When was the Kingdom of Great Britain created and what formed it?

The Kingdom of Great Britain was created on the 1st of May 1707, when the Acts of Union came into force, merging the Kingdom of England (including Wales) and the Kingdom of Scotland into a single state. The union was based on a Treaty of Union agreed in 1706 following negotiations between representatives of both parliaments.

Who was the first monarch of the Kingdom of Great Britain?

Queen Anne was the first monarch of the Kingdom of Great Britain, reigning from 1707 until her death in 1714. She was the last Stuart monarch and had previously been Queen of England, Queen of Scots, and Queen of Ireland since 1702.

Why was Robert Walpole significant in the history of the Kingdom of Great Britain?

Robert Walpole (1676-1745) served as First Lord of the Treasury from 1721 to 1742 and is regarded as Britain's first prime minister, with the term in use by 1727. He stabilised the Hanoverian government after the South Sea Bubble collapse, reduced the national debt and land taxes, and maintained peace through diplomatic means for most of his tenure.

What was the South Sea Bubble and how did it affect the Kingdom of Great Britain?

The South Sea Bubble was a financial collapse in 1720 in which South Sea Company stock rose to £1,060 on the 25th of June before falling to £150 by the end of September. The crash implicated Cabinet ministers including the Chancellor of the Exchequer and the Postmaster General in fraud, and threatened the stability of the Hanoverian government until Robert Walpole intervened to restore confidence.

How did the Seven Years' War shape the Kingdom of Great Britain's global power?

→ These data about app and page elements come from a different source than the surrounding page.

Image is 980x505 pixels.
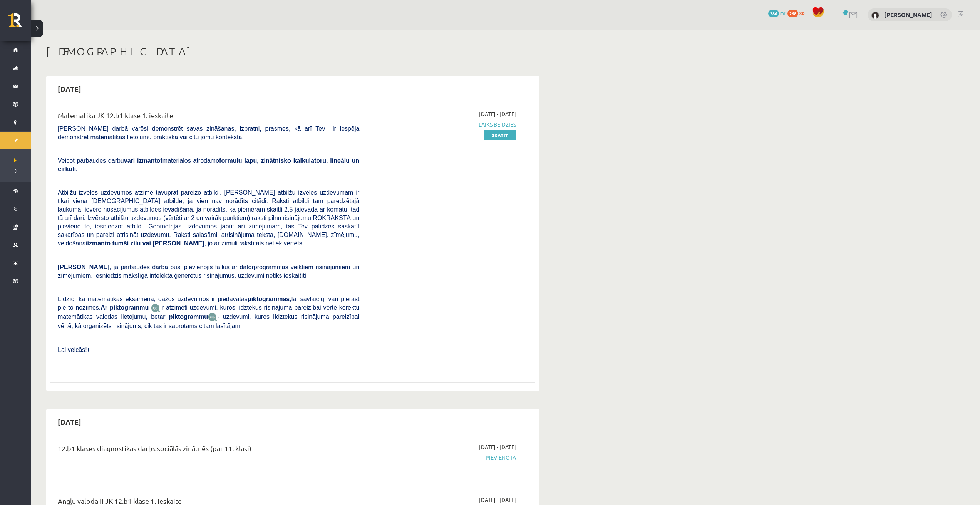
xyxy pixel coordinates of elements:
img: Dāvids Babans [871,12,879,19]
h2: [DATE] [50,413,89,431]
span: [DATE] - [DATE] [479,496,516,504]
a: 386 mP [768,10,786,16]
img: wKvN42sLe3LLwAAAABJRU5ErkJggg== [208,313,217,322]
a: [PERSON_NAME] [883,11,932,19]
span: Laiks beidzies [371,120,516,129]
span: xp [800,10,804,16]
h2: [DATE] [50,80,89,97]
b: Ar piktogrammu [100,304,148,311]
span: 386 [768,10,779,17]
span: [PERSON_NAME] [58,264,109,271]
a: Rīgas 1. Tālmācības vidusskola [8,14,31,33]
a: 268 xp [787,10,808,16]
div: Matemātika JK 12.b1 klase 1. ieskaite [58,110,360,124]
span: Veicot pārbaudes darbu materiālos atrodamo [58,157,360,173]
span: Lai veicās! [58,347,87,353]
b: tumši zilu vai [PERSON_NAME] [112,240,204,247]
span: Atbilžu izvēles uzdevumos atzīmē tavuprāt pareizo atbildi. [PERSON_NAME] atbilžu izvēles uzdevuma... [58,189,360,247]
span: 268 [787,10,798,17]
span: ir atzīmēti uzdevumi, kuros līdztekus risinājuma pareizībai vērtē korektu matemātikas valodas lie... [58,304,360,320]
h1: [DEMOGRAPHIC_DATA] [46,45,539,58]
b: vari izmantot [124,157,162,164]
span: [DATE] - [DATE] [479,110,516,118]
span: mP [780,10,786,16]
b: formulu lapu, zinātnisko kalkulatoru, lineālu un cirkuli. [58,157,360,173]
span: [DATE] - [DATE] [479,444,516,451]
span: Līdzīgi kā matemātikas eksāmenā, dažos uzdevumos ir piedāvātas lai savlaicīgi vari pierast pie to... [58,296,360,311]
span: [PERSON_NAME] darbā varēsi demonstrēt savas zināšanas, izpratni, prasmes, kā arī Tev ir iespēja d... [58,126,360,140]
span: Pievienota [371,453,516,462]
div: 12.b1 klases diagnostikas darbs sociālās zinātnēs (par 11. klasi) [58,444,360,457]
b: ar piktogrammu [159,314,208,320]
b: piktogrammas, [247,296,292,302]
span: , ja pārbaudes darbā būsi pievienojis failus ar datorprogrammās veiktiem risinājumiem un zīmējumi... [58,264,360,279]
span: J [87,347,90,353]
img: JfuEzvunn4EvwAAAAASUVORK5CYII= [151,303,160,312]
a: Skatīt [484,130,516,140]
b: izmanto [88,240,110,247]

The Seven Years' War (1756-1763) left Great Britain as the world's dominant colonial power. During the miracle year of 1759, British forces captured Quebec City, Fort Ticonderoga, and the island of Guadeloupe, while defeating the French navy at the Battle of Lagos and the Battle of Quiberon Bay. The Treaty of Paris of 1763 transferred New France and severely restricted French military presence in India.

How did the Kingdom of Great Britain come to an end?

The Kingdom of Great Britain ended on the 1st of January 1801, when the Acts of Union 1800 merged it with the Kingdom of Ireland to form the United Kingdom of Great Britain and Ireland. The union was driven by Prime Minister William Pitt the Younger following the Irish Rebellion of 1798, which was suppressed with a death toll estimated at between 10,000 and 30,000.